To sanity-check my calculations, let’s consider what it would do to increase the amount of weighting to IQ by a factor of 3. I had estimated a .15-point loss in IQ is .5% of your life-equivalent lost, so tripling this would mean 1.5%. Then losing 1 IQ point would be equivalent to 10% of your life, and every fifth of a standard deviation would be a third of your life-equivalent. This would mean at your margins, exercising like two half-hour amounts in a week would cause your life to get 20% better. I think that stretches the bounds of credulity. Even a factor of 2 increase seems to stretch things, unless you’re very comfortable counting 70% of your life’s value as coming from that small edge of intelligence that differentiates eg a better-than-average grad student from an average grad student (maybe IQ 140 vs IQ 130).
Re “this”, I think I meant productivity but had changed the sentence. I’ll edit to fix.
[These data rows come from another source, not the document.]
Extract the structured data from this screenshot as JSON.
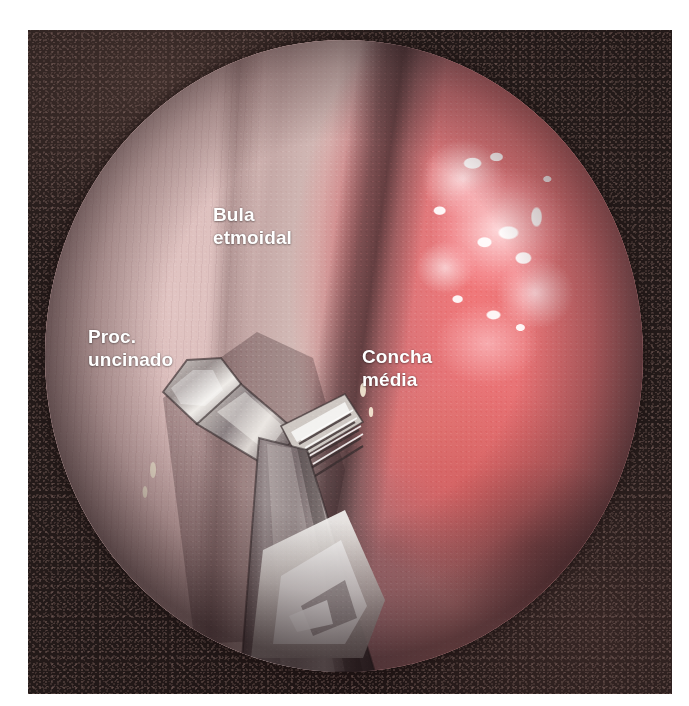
{
  "image": {
    "type": "endoscopic-photograph",
    "modality": "nasal endoscopy",
    "view": "circular endoscope field on dark photographic matte",
    "width": 689,
    "height": 706
  },
  "annotations": [
    {
      "id": "bula-etmoidal",
      "label": "Bula\netmoidal",
      "line1": "Bula",
      "line2": "etmoidal",
      "color": "#ffffff",
      "x": 213,
      "y": 203
    },
    {
      "id": "proc-uncinado",
      "label": "Proc.\nuncinado",
      "line1": "Proc.",
      "line2": "uncinado",
      "color": "#ffffff",
      "x": 88,
      "y": 325
    },
    {
      "id": "concha-media",
      "label": "Concha\nmédia",
      "line1": "Concha",
      "line2": "média",
      "color": "#ffffff",
      "x": 362,
      "y": 345
    }
  ],
  "scope_field": {
    "shape": "circle",
    "center_x": 344,
    "center_y": 356,
    "radius_x": 299,
    "radius_y": 316
  },
  "colors": {
    "matte_background": "#231a19",
    "page_background": "#ffffff",
    "label_text": "#ffffff",
    "pale_mucosa": "#d6b4b2",
    "inflamed_mucosa": "#ef787a",
    "deep_red_fold": "#b05656",
    "instrument_metal": "#b9b4b0",
    "instrument_shadow": "#4a3f41",
    "specular_highlight": "#ffffff"
  },
  "instrument": {
    "name": "endoscopic-forceps",
    "description": "metallic through-cutting forceps with serrated jaw entering from lower field",
    "visible": true
  }
}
I’m concerned about nonlinearly bad outcomes from losing a few IQ points. I don’t think it’s just that if I lost 5 IQ, I’d work more slowly. Perhaps I just wouldn’t understand certain things; there maybe thoughts I can no longer think; insights I could no longer have. I’m worried about this both for impact reasons (helping solve alignment) and for personal reasons: my mental acuity is important to my life-enjoyment, via grasping new concepts and enjoying self-study (you do mention happiness effects). On an extreme end of the spectrum (which COVID would not take me to), I doubt an 80-IQ TurnTrout would much enjoy self-study, however slowly that progressed for him.
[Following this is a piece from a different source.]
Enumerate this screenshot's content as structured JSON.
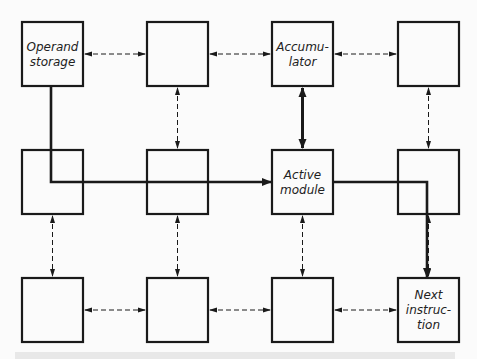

I’m similarly worried about about “tipping point” effects from other possible long COVID symptoms, like fatigue (“straw that broke the camel’s back”; fatigue may not just reduce my productivity and enjoyment by 5%, but make it consistently hard for me to do important thing X at all due to insufficient activation energy).
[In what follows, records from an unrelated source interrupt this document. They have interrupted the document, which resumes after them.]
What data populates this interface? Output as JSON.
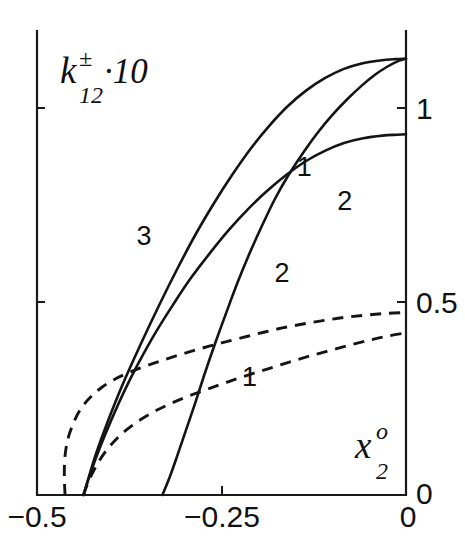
{
  "chart_data": {
    "type": "line",
    "title": "",
    "subtitle": "",
    "ylabel_parts": {
      "base": "k",
      "sup": "±",
      "sub": "12",
      "suffix": "·10"
    },
    "ylabel": "k±_12·10",
    "xlabel_parts": {
      "base": "x",
      "sup": "o",
      "sub": "2"
    },
    "xlabel": "x^o_2",
    "xlim": [
      -0.5,
      0.0
    ],
    "ylim": [
      0.0,
      1.07
    ],
    "xticks": [
      -0.5,
      -0.25,
      0
    ],
    "xticklabels": [
      "−0.5",
      "−0.25",
      "0"
    ],
    "yticks": [
      0,
      0.5,
      1
    ],
    "yticklabels": [
      "0",
      "0.5",
      "1"
    ],
    "grid": false,
    "legend": "inline-curve-labels",
    "axis_note": "y ticks on right side of frame; frame drawn on left, bottom and right",
    "series": [
      {
        "name": "3",
        "style": "solid",
        "label": "3",
        "label_x": -0.355,
        "label_y": 0.575,
        "points": [
          [
            -0.437,
            0.0
          ],
          [
            -0.43,
            0.04
          ],
          [
            -0.42,
            0.095
          ],
          [
            -0.405,
            0.165
          ],
          [
            -0.385,
            0.25
          ],
          [
            -0.36,
            0.345
          ],
          [
            -0.335,
            0.435
          ],
          [
            -0.31,
            0.52
          ],
          [
            -0.285,
            0.6
          ],
          [
            -0.26,
            0.672
          ],
          [
            -0.235,
            0.738
          ],
          [
            -0.21,
            0.798
          ],
          [
            -0.185,
            0.85
          ],
          [
            -0.16,
            0.895
          ],
          [
            -0.135,
            0.931
          ],
          [
            -0.11,
            0.959
          ],
          [
            -0.085,
            0.98
          ],
          [
            -0.06,
            0.993
          ],
          [
            -0.035,
            1.0
          ],
          [
            -0.015,
            1.003
          ],
          [
            0.0,
            1.004
          ]
        ]
      },
      {
        "name": "1",
        "style": "solid",
        "label": "1",
        "label_x": -0.138,
        "label_y": 0.735,
        "points": [
          [
            -0.33,
            0.0
          ],
          [
            -0.32,
            0.042
          ],
          [
            -0.31,
            0.09
          ],
          [
            -0.298,
            0.15
          ],
          [
            -0.285,
            0.215
          ],
          [
            -0.272,
            0.283
          ],
          [
            -0.258,
            0.352
          ],
          [
            -0.243,
            0.422
          ],
          [
            -0.228,
            0.49
          ],
          [
            -0.212,
            0.556
          ],
          [
            -0.195,
            0.62
          ],
          [
            -0.178,
            0.68
          ],
          [
            -0.16,
            0.734
          ],
          [
            -0.14,
            0.786
          ],
          [
            -0.12,
            0.833
          ],
          [
            -0.1,
            0.874
          ],
          [
            -0.08,
            0.91
          ],
          [
            -0.06,
            0.942
          ],
          [
            -0.042,
            0.967
          ],
          [
            -0.025,
            0.986
          ],
          [
            -0.01,
            0.999
          ],
          [
            0.0,
            1.004
          ]
        ]
      },
      {
        "name": "2",
        "style": "solid",
        "label": "2",
        "label_x": -0.083,
        "label_y": 0.655,
        "points": [
          [
            -0.437,
            0.0
          ],
          [
            -0.428,
            0.048
          ],
          [
            -0.415,
            0.108
          ],
          [
            -0.4,
            0.17
          ],
          [
            -0.382,
            0.238
          ],
          [
            -0.362,
            0.305
          ],
          [
            -0.34,
            0.372
          ],
          [
            -0.316,
            0.437
          ],
          [
            -0.292,
            0.498
          ],
          [
            -0.266,
            0.556
          ],
          [
            -0.24,
            0.61
          ],
          [
            -0.214,
            0.658
          ],
          [
            -0.188,
            0.7
          ],
          [
            -0.162,
            0.737
          ],
          [
            -0.136,
            0.768
          ],
          [
            -0.11,
            0.792
          ],
          [
            -0.084,
            0.81
          ],
          [
            -0.058,
            0.821
          ],
          [
            -0.032,
            0.827
          ],
          [
            -0.012,
            0.829
          ],
          [
            0.0,
            0.83
          ]
        ]
      },
      {
        "name": "2",
        "style": "dashed",
        "label": "2",
        "label_x": -0.168,
        "label_y": 0.49,
        "points": [
          [
            -0.462,
            0.0
          ],
          [
            -0.463,
            0.045
          ],
          [
            -0.462,
            0.09
          ],
          [
            -0.458,
            0.13
          ],
          [
            -0.45,
            0.168
          ],
          [
            -0.44,
            0.2
          ],
          [
            -0.427,
            0.226
          ],
          [
            -0.412,
            0.248
          ],
          [
            -0.395,
            0.266
          ],
          [
            -0.375,
            0.282
          ],
          [
            -0.352,
            0.297
          ],
          [
            -0.328,
            0.311
          ],
          [
            -0.302,
            0.325
          ],
          [
            -0.276,
            0.338
          ],
          [
            -0.25,
            0.35
          ],
          [
            -0.222,
            0.362
          ],
          [
            -0.194,
            0.374
          ],
          [
            -0.166,
            0.385
          ],
          [
            -0.138,
            0.394
          ],
          [
            -0.11,
            0.402
          ],
          [
            -0.082,
            0.409
          ],
          [
            -0.054,
            0.414
          ],
          [
            -0.026,
            0.418
          ],
          [
            0.0,
            0.42
          ]
        ]
      },
      {
        "name": "1",
        "style": "dashed",
        "label": "1",
        "label_x": -0.212,
        "label_y": 0.25,
        "points": [
          [
            -0.437,
            0.0
          ],
          [
            -0.43,
            0.032
          ],
          [
            -0.42,
            0.066
          ],
          [
            -0.408,
            0.098
          ],
          [
            -0.394,
            0.126
          ],
          [
            -0.378,
            0.151
          ],
          [
            -0.36,
            0.173
          ],
          [
            -0.34,
            0.193
          ],
          [
            -0.318,
            0.211
          ],
          [
            -0.294,
            0.228
          ],
          [
            -0.268,
            0.244
          ],
          [
            -0.242,
            0.26
          ],
          [
            -0.214,
            0.276
          ],
          [
            -0.186,
            0.291
          ],
          [
            -0.158,
            0.306
          ],
          [
            -0.13,
            0.32
          ],
          [
            -0.102,
            0.333
          ],
          [
            -0.074,
            0.346
          ],
          [
            -0.048,
            0.357
          ],
          [
            -0.024,
            0.366
          ],
          [
            0.0,
            0.373
          ]
        ]
      }
    ],
    "colors": {
      "ink": "#141414",
      "axis": "#1a1a1a",
      "background": "#ffffff"
    }
  }
}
What does “this” refer to, above?
Right. I think these are all fair, and I’ve tried to take them into account and be pretty conservative in not underestimating the risk. There are obviously a bunch of balancing forces on the opposite side from those you’ve laid out—eg the tipping point effect balances against the “you never notice” effect, otherwise you’re double-counting. In general, I’m trying to find a coherent picture that takes into account the negatives while not overcounting them—it seems very easy to overcount given that all good things correlate and all bad things correlate, but small affects don’t actually send one into a spiral.
To sanity-check my calculations, let’s consider what it would do to increase the amount of weighting to IQ by a factor of 3. I had estimated a .15-point loss in IQ is .5% of your life-equivalent lost, so tripling this would mean 1.5%. Then losing 1 IQ point would be equivalent to 10% of your life, and every fifth of a standard deviation would be a third of your life-equivalent. This would mean at your margins, exercising like two half-hour amounts in a week would cause your life to get 20% better. I think that stretches the bounds of credulity. Even a factor of 2 increase seems to stretch things, unless you’re very comfortable counting 70% of your life’s value as coming from that small edge of intelligence that differentiates eg a better-than-average grad student from an average grad student (maybe IQ 140 vs IQ 130).
Re “this”, I think I meant productivity but had changed the sentence. I’ll edit to fix.